An aide to Palestinian President Mahmoud Abbas said on Saturday that the current Israeli administration was unable to engage in serious negotiations with the Palestinian National Authority (PNA).
In an interview with Voice of Palestine radio, Ahmed Abdel Rahman, a spokesman for Abbas' Fatah movement, said that the Israeli government led by Ehud Olmert was bound by rightists who wait to topple the administration if it started real talks with the Palestinians.
Olmert's domestic standing has been sapped by corruption scandals and last year's war against Lebanese Hezbollah, and he faces opposition to concessions from hardline rightists in his fragile governing coalition.

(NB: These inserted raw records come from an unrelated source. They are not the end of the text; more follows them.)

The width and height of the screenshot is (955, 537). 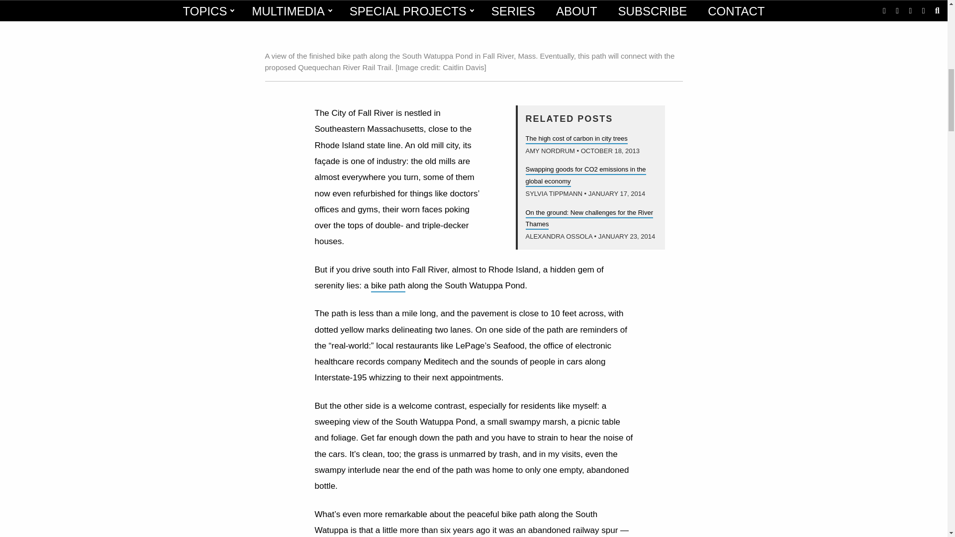 I want to click on Posts by Amy Nordrum, so click(x=550, y=151).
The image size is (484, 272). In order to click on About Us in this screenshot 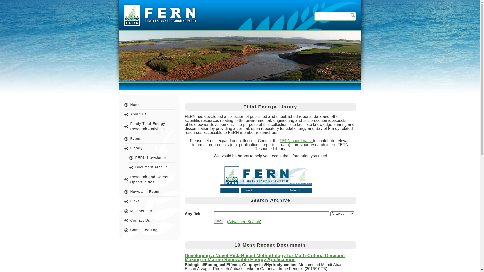, I will do `click(149, 114)`.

"What is imminent, in my opinion, is that the international political progress will affect the internal Israeli situation and push for new elections," Abdel Rahman told the radio.
He explained that the results of Annapolis peace conference, where President Bush called for building a Palestinian statehood, "have built pressure on Israel and its political powers which are not interested in the international consensus" over creating the Palestinian statehood.
Abdel Rahman hailed the U.S.-hosted international conference held on Nov. 27, saying "Annapolis conference has proved to the world that the Palestinian cause was the central issue in the Middle East despite the Israeli accounts which lessen the point."
At the Annapolis conference on Mideast peace, Olmert and Abbas launched first formal peace talks in seven years, aiming to conclude a comprehensive agreement between Israel and the Palestinians by the end of 2008.
Earlier, two parties from Olmert's shaky ruling coalition had warned that they would leave should he make concessions to the Palestinians on core issues plaguing the decades-long conflict.